Artificial neurons that mimic the brain’s efficiency are here, using 1/10th the voltage and 1/100th the power of others.
These neurons can, for the first time, process information from living cells without an intermediary device amplifying or modulating the signals, the researchers say.
While some artificial neurons already exist, they require electronic amplification to sense the signals our bodies produce, explains Jun Yao, who works on bioelectronics and nanoelectronics at UMass Amherst. The amplification inflates both power usage and circuit complexity, and so counters efficiencies found in the brain.
The neuron created by Yao’s team can understand the body’s signals at their natural amplitude of around 0.1 volts. This is “highly novel,” says Bozhi Tian, a biophysicist who studies living bioelectronics at the University of Chicago and was not involved in the work. This work “bridges the long-standing gap between electronic and biological signaling” and demonstrates interaction between artificial neurons and living cells that Tian calls “unprecedented.”
Wow it’s really cool, there’s potential to do many things, such as making a processor chip based on proteins instead of silicon. Obviously not for replacing current CPUs but to do analog computing - the kind of computing that both artificial AND natural intelligence do - with really low power. According to the experiments, 1/10th of the voltage (about 0.1V), which means 1/100 of the power since power comes from voltage squared.
As many other cool things we see in spectrum and nature magazines, this is very very far from being a start up and I may never hear from this topic ever again. But it’s dang cool how they found a bacteria that produces conductive wires from proteins.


> **INSTRUCTIONS FOR THE TASK**:
Return exactly the lines from the "Describe the element" line through the last line of the entries below. Include no pictures.

> **Stored items**:

···

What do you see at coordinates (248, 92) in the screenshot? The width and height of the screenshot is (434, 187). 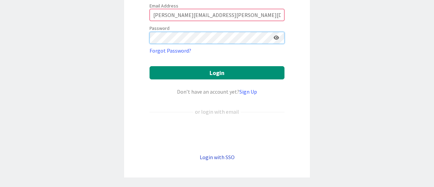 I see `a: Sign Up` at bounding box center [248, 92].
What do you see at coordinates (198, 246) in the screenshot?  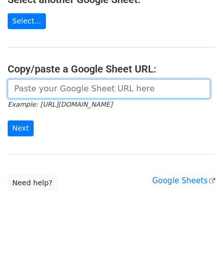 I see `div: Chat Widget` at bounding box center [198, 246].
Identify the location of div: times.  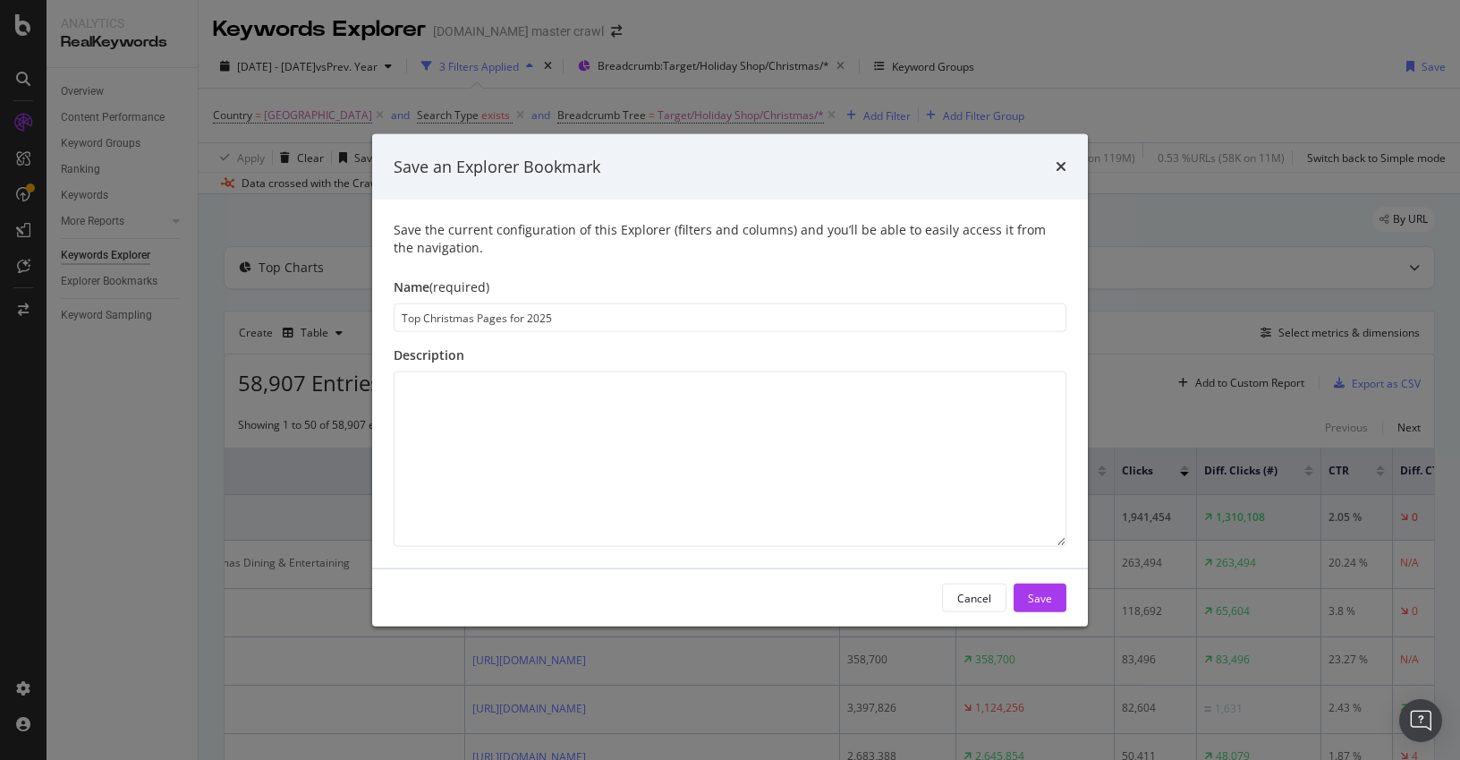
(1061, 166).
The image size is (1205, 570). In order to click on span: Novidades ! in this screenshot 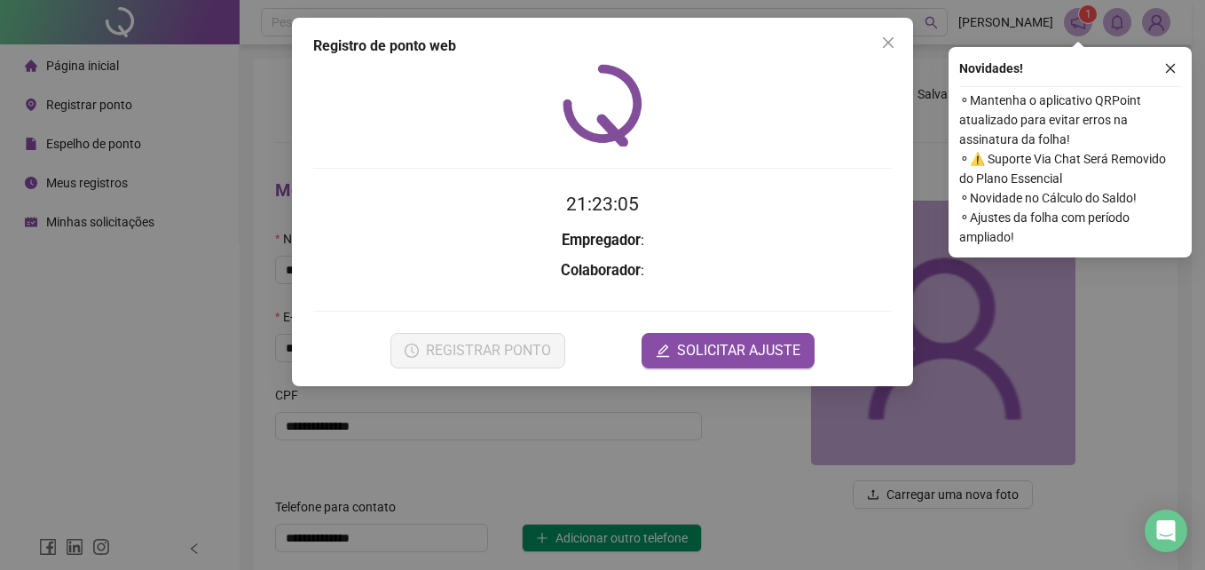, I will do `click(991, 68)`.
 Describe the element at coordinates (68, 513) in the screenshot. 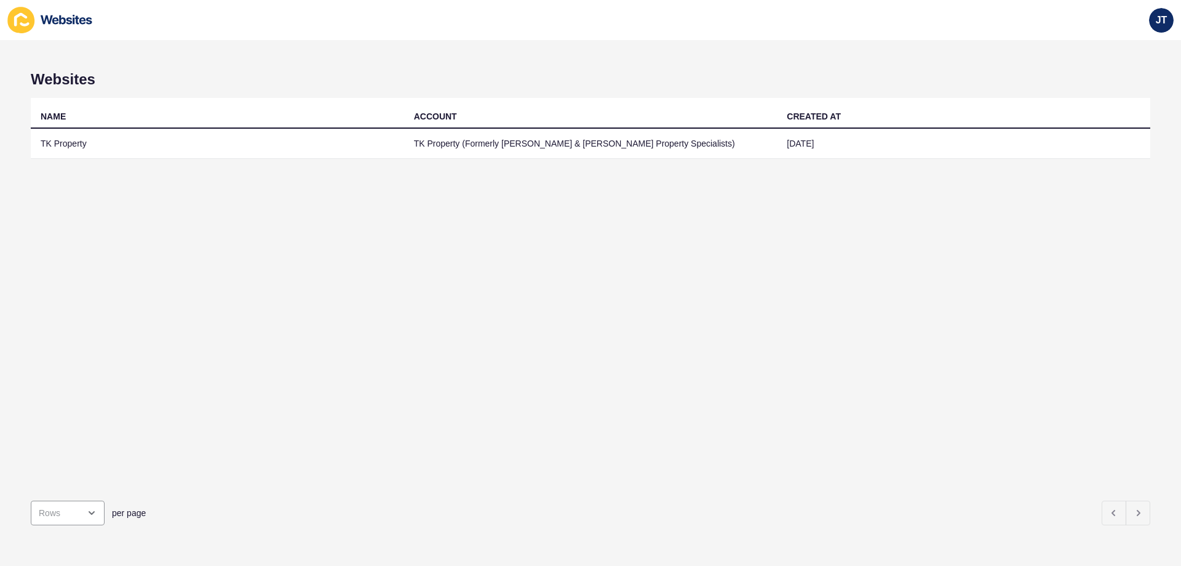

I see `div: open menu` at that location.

···

> **THE ANSWER**:
 Describe the element at coordinates (68, 513) in the screenshot. 

I see `div: open menu` at that location.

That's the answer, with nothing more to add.